The bodies of five Syrians were discovered in a flooded basement in Sanliurfa province, private news agency DHA reported. Governor Salih Ayhan also said four other people were killed in the floods.

Another two bodies were pulled from vehicles trapped in an underpass in Sanliurfa.

TV footage showed divers in Sanliurfa searching muddy river waters as excavators scooped sludge from the waterway. The waters of the city’s sacred Fish Lake, said to be linked to the Prophet Abraham, were turned a murky brown.

Images from cell phones showed ordinary citizens rescuing people by hauling them from flooded underpasses or pulling them to the upper stories of apartment blocks from the swirling waters below.

The Health and Social Service Workers’ Union said the lower floors of Sanliurfa Eyyubiye Training and Research Hospital flooded, including an intensive care ward. “It is not natural disasters but visionless, unqualified managers who cause this,” the union tweeted.

Earthquake survivors in Adiyaman complained they had largely been left to clear their water-logged tents themselves.

“There is no municipality or aid team anyway, so we have to continue to stay in these water-filled tents,” the left-wing Evrensel news outlet quoted one resident as saying. “Our tents were submerged in water.”

Sanliurfa Mayor Zeynel Abidin Beyazgul, who represents President Recep Tayyip Erdogan’s Justice and Development Party (AKP), was booed by crowds as he visited the floods and had to be ushered away by police.

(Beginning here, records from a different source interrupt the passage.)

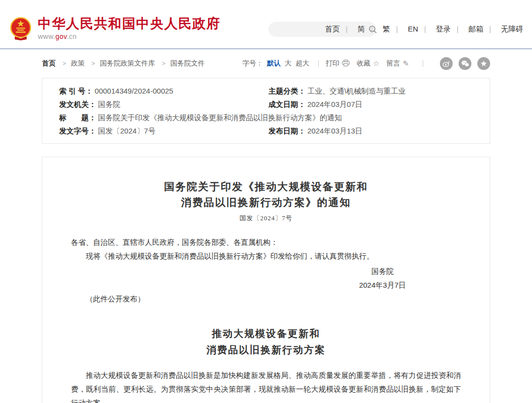 Image resolution: width=532 pixels, height=403 pixels. I want to click on font-size-xlarge: 超大, so click(302, 64).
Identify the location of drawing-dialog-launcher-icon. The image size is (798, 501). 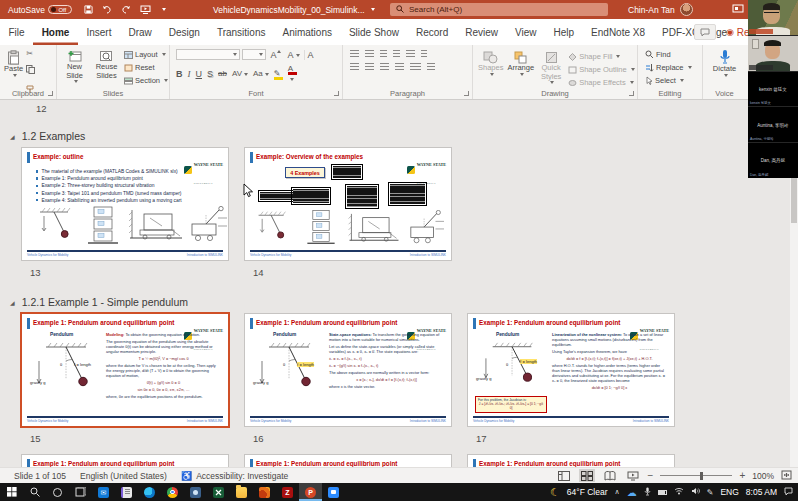
(632, 94).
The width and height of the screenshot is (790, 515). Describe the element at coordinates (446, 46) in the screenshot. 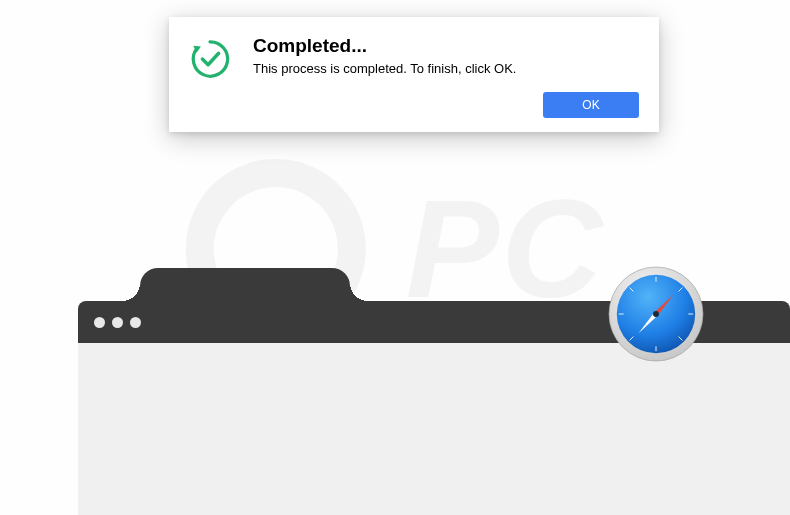

I see `dialog-title: Completed...` at that location.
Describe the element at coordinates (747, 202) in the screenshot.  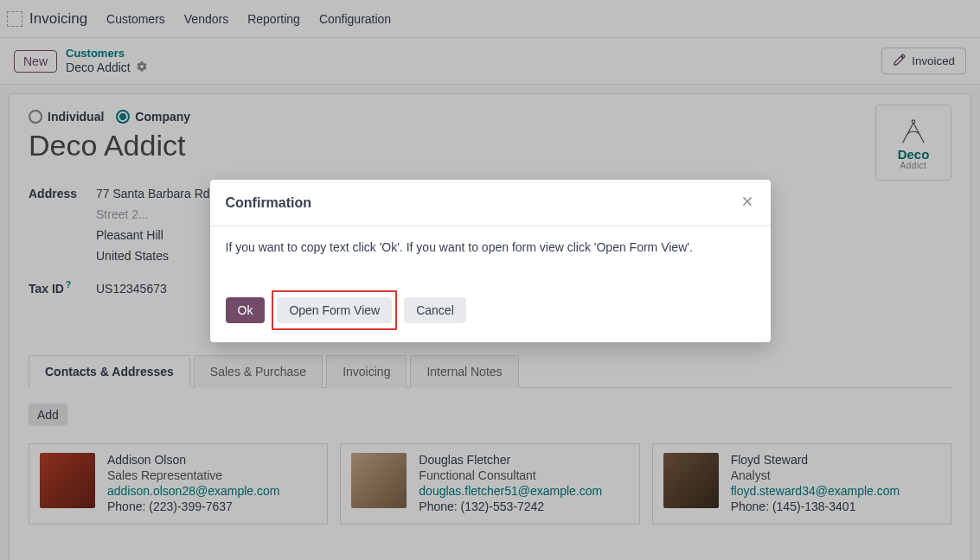
I see `close-icon` at that location.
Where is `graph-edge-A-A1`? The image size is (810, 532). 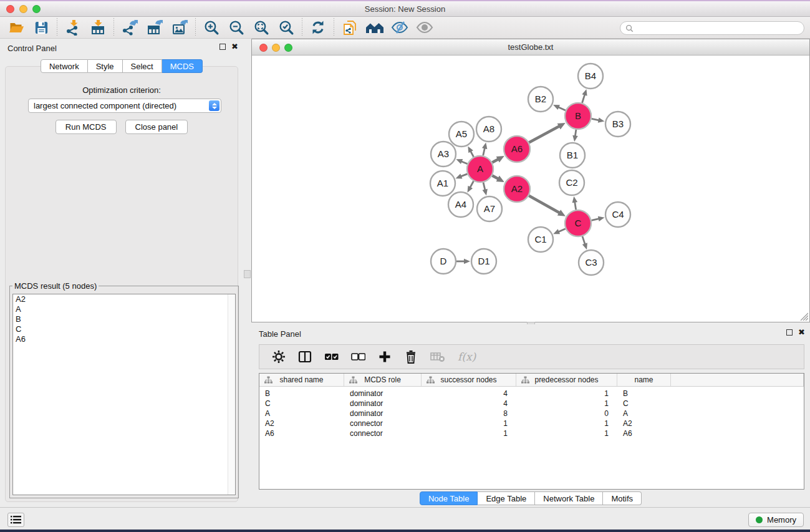
graph-edge-A-A1 is located at coordinates (461, 177).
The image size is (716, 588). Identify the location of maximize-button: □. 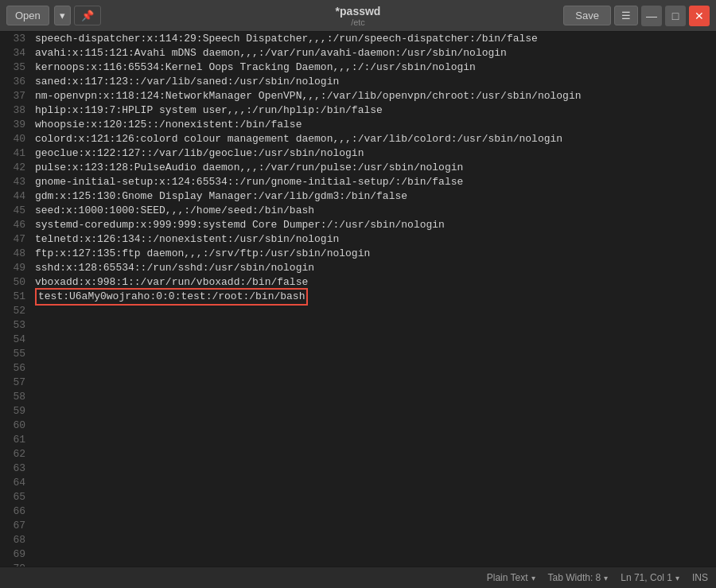
(675, 16).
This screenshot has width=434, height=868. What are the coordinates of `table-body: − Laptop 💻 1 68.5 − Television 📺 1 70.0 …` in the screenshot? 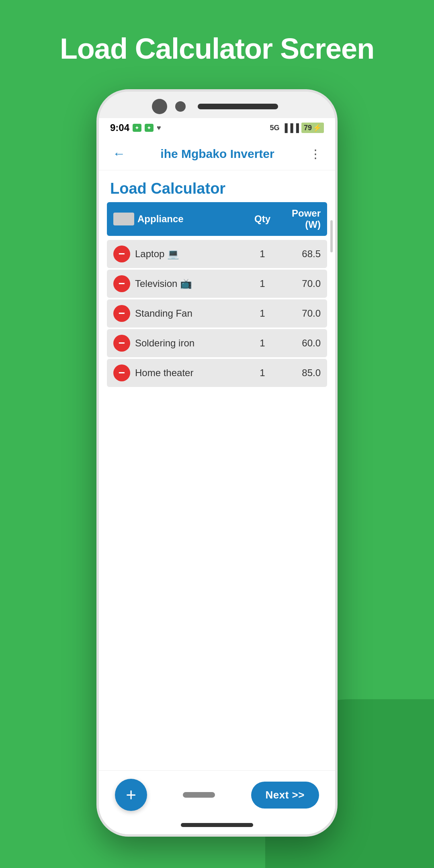 It's located at (217, 313).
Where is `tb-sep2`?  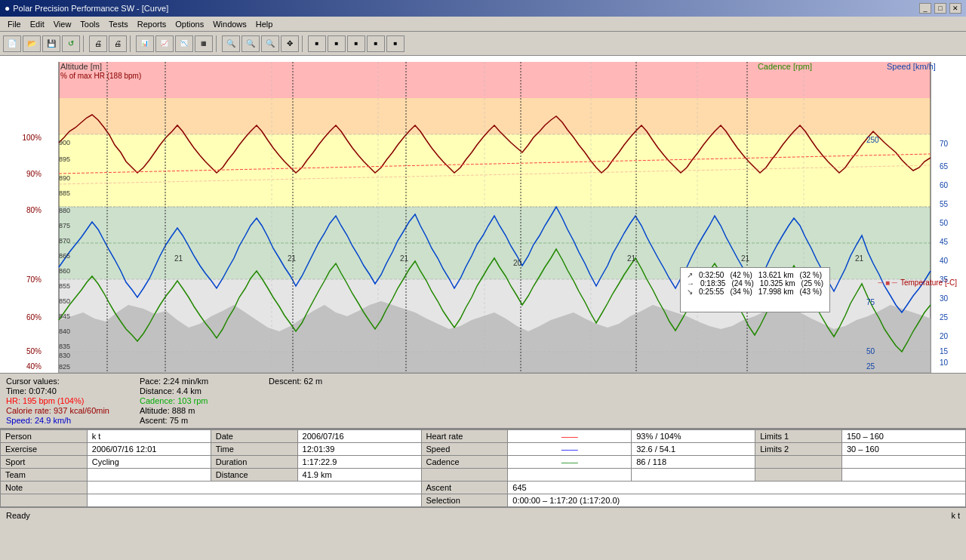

Turkey’s disaster agency AFAD said search and rescue teams were looking for missing people and helping those trapped in their buildings. Rescuers in Adiyaman were reported to be searching for a missing bus that was caught in the waters.

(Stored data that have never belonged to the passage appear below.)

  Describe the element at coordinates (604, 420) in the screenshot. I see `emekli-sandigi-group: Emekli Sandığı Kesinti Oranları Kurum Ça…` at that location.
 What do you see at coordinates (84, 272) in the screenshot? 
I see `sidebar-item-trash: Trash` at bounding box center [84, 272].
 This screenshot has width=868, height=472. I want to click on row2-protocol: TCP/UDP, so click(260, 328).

AFAD added that more than 100 millimeters (4 inches) of rain had fallen in the affected provinces over 24 hours and warned that further heavy rains and storms were expected in the region until Thursday.

The main opposition Republican People’s Party (CHP) led criticism of the government. CHP deputy leader Ali Oztunc said in a statement, “Even the tents they set up after the earthquake are not resistant to disasters. This is either incompetence or recklessness.”

Oztunc, a lawmaker for Kahramanmaras, another province affected by the quake and the flood, claimed temporary shelters for earthquake survivors should have been placed in areas not subject to flooding.

“There is a fire, they cannot extinguish it; there is a pandemic, they cannot distribute masks; there is an earthquake, they cannot distribute tents; there is a flood, people die in the tents they set up,” he added. “These things are all the result of incompetent and inefficient management. It is time to get rid of them and bring level-headed, capable and resourceful people to the administration.”

Three opposition leaders — the CHP’s Kemal Kilicdaroglu, Meral Aksener of the Good Party and the Future Party’s Ahmet Davutoglu — were due to arrive in Sanliurfa on Wednesday evening. Elections are scheduled for May 14.

Soylu, the interior minister, tried to reassure people. “Our governors, gendarmerie commander, our regional managers are here,” he said from Sanliurfa. “The roads are open, there is electricity and water. Our precautions and warnings continue.”

Devlet Bahceli, whose Nationalist Movement Party (MHP) is allied to the AKP, used a condolence message to lash out at critics. “No disaster will interrupt our historical march,” he tweeted. “No wave of attacks, slanders and accusations will break our stance.”

A magnitude 7.8 earthquake struck southeast Turkey and north Syria on Feb. 6, killing more than 48,000 people in Turkey. More than 200,000 buildings either collapsed or were severely damaged, leaving millions homeless.